Despite the fact that his own noble family belonged to the preëminent
Monte dei Nove, Vignali made them the villains of a parable that a
less faithful translator might have been tempted to entitle "Genital
Farm." Drawing ironically upon accounts by Livy and Plutarch of a
speech by the Roman senator Menenius Agrippa to a revolutionary mob
(which Shakespeare, a little later, and without the irony, cribbed for
a scene in Act I of "Coriolanus"), he dramatizes the internecine
struggles that were wasting his city as a tale of warring body parts,
though not the head, belly, and limbs of the classical version.
Arsiccio describes to Sodo how the Big Cocks and their prideful
consorts, the Beautiful Cunts, once formed a dominant party that
tyrannized a coalition of the lesser-endowed: the Little Cocks and
their allies, the Ugly Cunts and Assholes, whose plot for a democratic
revolution was betrayed by the cowardly and opportunistic Balls. In
the course of the fable, the victors reassert their mastery and wreak
their revenge with the kind of atrocious violations that recent
history has reclaimed from the realm of Sadean fantasy. But then,
Arsiccio continues, at the urging of a wise if bloodthirsty seeress
known as the Great Cunt of Modena, the vanquished negotiate their
differences in a fraternal fashion, and strike back at their
oppressors, who are, in turn, slaughtered or dispersed. "I will say
this about the Big Cocks," Modena concludes. "It is very possible they
have taken refuge with some foreign power, from where, in a short
time, seeing our discord, they may return to ruin and destroy each of
us." Her moral is a little vague, though it seems sound: the phallus
represents power without a conscience; it cannot, therefore, be
trusted; while it sometimes lies low, you can't keep it down.

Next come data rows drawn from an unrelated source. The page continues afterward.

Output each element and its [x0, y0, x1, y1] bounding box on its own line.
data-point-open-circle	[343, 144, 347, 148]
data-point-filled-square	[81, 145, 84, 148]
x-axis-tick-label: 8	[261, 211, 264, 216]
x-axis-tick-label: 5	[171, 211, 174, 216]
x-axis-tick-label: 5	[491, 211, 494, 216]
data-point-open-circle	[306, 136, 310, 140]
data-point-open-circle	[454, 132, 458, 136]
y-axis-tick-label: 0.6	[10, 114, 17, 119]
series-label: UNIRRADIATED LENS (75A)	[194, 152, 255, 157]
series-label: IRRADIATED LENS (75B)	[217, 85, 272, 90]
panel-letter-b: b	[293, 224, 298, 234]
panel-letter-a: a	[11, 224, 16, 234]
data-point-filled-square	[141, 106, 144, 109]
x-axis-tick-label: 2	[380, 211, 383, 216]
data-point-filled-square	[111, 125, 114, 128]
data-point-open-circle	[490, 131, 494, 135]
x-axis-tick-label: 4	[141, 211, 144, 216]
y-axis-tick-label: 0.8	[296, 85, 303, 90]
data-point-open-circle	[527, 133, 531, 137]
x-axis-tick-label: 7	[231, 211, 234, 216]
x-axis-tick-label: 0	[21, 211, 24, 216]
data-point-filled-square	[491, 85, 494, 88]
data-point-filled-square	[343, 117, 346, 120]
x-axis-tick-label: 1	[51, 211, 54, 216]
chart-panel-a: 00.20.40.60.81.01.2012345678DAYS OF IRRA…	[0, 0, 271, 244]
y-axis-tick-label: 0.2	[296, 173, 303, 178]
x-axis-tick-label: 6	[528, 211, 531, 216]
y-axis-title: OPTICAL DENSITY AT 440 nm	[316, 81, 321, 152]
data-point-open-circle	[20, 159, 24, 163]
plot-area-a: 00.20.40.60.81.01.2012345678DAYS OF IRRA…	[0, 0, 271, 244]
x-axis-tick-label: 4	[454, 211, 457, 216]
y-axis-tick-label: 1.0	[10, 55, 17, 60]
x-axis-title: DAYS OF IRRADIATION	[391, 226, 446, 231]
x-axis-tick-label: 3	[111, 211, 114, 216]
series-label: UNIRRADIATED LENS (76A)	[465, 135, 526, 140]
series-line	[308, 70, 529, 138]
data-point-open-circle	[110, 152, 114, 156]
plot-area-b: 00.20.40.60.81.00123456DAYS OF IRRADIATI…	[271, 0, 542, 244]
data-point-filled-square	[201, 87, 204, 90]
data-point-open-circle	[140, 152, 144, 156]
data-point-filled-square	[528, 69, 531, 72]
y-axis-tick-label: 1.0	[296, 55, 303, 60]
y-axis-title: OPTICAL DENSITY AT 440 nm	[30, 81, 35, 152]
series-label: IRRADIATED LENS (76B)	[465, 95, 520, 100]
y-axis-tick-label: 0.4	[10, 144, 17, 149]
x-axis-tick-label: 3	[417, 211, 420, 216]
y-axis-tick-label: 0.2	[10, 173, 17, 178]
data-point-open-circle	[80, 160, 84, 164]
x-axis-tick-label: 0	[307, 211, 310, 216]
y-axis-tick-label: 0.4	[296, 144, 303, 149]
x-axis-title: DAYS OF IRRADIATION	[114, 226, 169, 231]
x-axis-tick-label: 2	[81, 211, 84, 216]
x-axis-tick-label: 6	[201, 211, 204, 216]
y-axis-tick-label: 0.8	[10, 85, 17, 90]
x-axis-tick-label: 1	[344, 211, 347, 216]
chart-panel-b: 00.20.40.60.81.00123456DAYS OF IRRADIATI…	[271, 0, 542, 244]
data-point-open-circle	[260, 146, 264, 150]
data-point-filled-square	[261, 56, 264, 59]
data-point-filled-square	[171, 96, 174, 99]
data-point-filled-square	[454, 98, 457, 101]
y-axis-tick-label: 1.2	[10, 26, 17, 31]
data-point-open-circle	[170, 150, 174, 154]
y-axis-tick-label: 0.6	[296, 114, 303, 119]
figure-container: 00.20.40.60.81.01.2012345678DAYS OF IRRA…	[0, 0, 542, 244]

Vignali lived at a moment not without a certain cautionary relevance
to the present, in which the avidity of a privileged generation
shaking itself free from fundamentalism coexists with profound anxiety
at the prospect of losing that insouciance to a dictatorship of the
right-thinking. Rabelais and Aretino are probably the best known of
the many pungent writers working in the same mode. They, as Moulton
puts it, "revel in bodily functions, both sexual and digestive." He
also cites the poet Lorenzo Venier, the author of "La Puttana errante"
("The Wandering Whore"), and Niccolò Franco, whose political diatribes
in verse employed "shocking, sexualized invective to attack their
enemies." "La Cazzaria," he continues, "never mentions Machiavelli
directly, but it is not hard to sense his influence" in the conception
of the state both as a much violated woman and a "female body" of
"abiding and unfathomable strength . . . which no man can completely
control."

Though Vignali is more extreme than the least inhibited of his
contemporaries, and less artful and lucid than the greatest of them,
he shares their rebellious impulse to subvert the sanctimony of
pedants, the cruelty of the potent, the authority of patriarchs, and
the prestige of virtue; to challenge the medieval dualism of mind and
body; and to dose his readers with a bitter aphrodisiac grown in that
fertile mire of carnal knowledge which, he believes, nourishes the
blood of a secular body politic. "No matter how ugly and vulgar a
thing is," Arsiccio argues, "it is more ugly and vulgar" not to
understand it. Almost three hundred years before Sade, Vignali
conflates enlightenment with corruption, and, in one of the earliest
and, it has to be said, most repellent test cases for free speech, he
asserts a quintessential civil liberty, one that becomes more precious
as it grows more fragile: the freedom to offend.


Friday, August 12, 2005

 

Once Upon A Time....

Legend has it that once upon a time there was a place of exploration, honesty and wonder. Some say it was destroyed by pettiness, others maintain it foundered on the rocks of idle foolishness, and a few claim the whole thing simply faded back into the moil of chaos from whence it came. No matter - as the old saying goes: stultus est sicut stultus facit, and stupidly we will begin again!